August 1938:
An Arab rebel band late last night raided a labor camp at Athlit, coastal town between Haifa and Tel Aviv, and kidnaped a Jewish family of six, including police inspector David Leiserowitz, his wife, three children and mother-in-law. A British police inspector was wounded in the fighting.
A few days later:
Three children of the kidnaped Leiserowitz family were found alive and well before dawn yesterday in the field of Mishmar Haemek, Jewish colony about ten miles southeast of Athlit, where they were abducted by an Arab band Wednesday during a raid on a prison labor camp.
The children were discovered by a patrol of Jewish special policeman. Blindfolded when found, they told the policemen that the band had separated them from their parents and uncle immediately after the kidnaping, and had treated them well.
Rachel, 13 and oldest of the trio, said that Joussef Abu Dura, leader of the band, had made the children sign in Hebrew a promise to publish in the Hebrew press the following letter bearing his signature and had given them five dollars to cover the cost of publication:
“The children were comfortable among the Arabs. As an honorable and just man, I am returning them, even paying expenses on condition that this letter be published in Davar and Haboker–otherwise the children will be killed even if they are in London.”
Grave fears were held for the children’s parents, Police Inspector Moshe Leiserowitz and his wife Bruria, and their uncle, Eliahu Kirchiner.
I cannot find any news about the three adults ever being found.
Also 1938:
A watchman named Ben Zeev, employed on Jewish National Fund lands in Kiriat Haim in the Haifa Bay area, was believed in the hands of Arab terrorists after being missing since yesterday morning. Another Jew, Joshua Dubnow, was kidnaped by an Arab band near Jaffa yesterday. Dubnow, 36, was foreman of groves in the vicinity of Nathanya.
1940:
The bodies of three Jewish youths kidnaped by an Arab band in 1938 were discovered today in a pit near the Arab village of Zila, in the Jenin sub-district.This story from 1970 is interesting:
The youths were David Auerbach, 13; Itzhak Krupik, 18, and Jacob Zvang, 24. They were kidnaped on July 23, 1938, from the Jewish colony of Givath Ada. Identification was made through their clothes.
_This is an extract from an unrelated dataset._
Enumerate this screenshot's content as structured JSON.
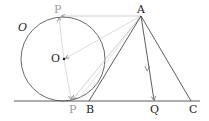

The Israeli government has turned down an offer by El Fatah to free an Israeli watchman they kidnapped ten months ago in exchange for a number of convicted Arab terrorists serving sentences in Israeli jails, the Jewish Telegraphic Agency learned today from reliable sources. According to the source, El Fatah offered to release 54-year-old Shmuel Rosenwasser. of Metullah who was seized by Arab guerrillas near the Lebanese border on the night of Dec. 31, 1969. He was subsequently taken to Jordan. In return, El Fatah demanded the release of convicted terrorists, among them Mahmoud Hijazi who was sentenced to death by an Israeli military court in 1965. His sentence was later commuted to life imprisonment. The source said that Israeli authorities rejected the El Fatah offer because Israel, as a matter of principle, refuses to make exchange deals or to bargain with terrorists.
It is strange that so much of the discussion about the kidnapping of the three boys last week has centered on the wisdom of hitchhiking. The entire reason hitchhiking is potentially dangerous in Israel is because everyone understands that many Arabs just want to kidnap and kill Jews, no matter who they are.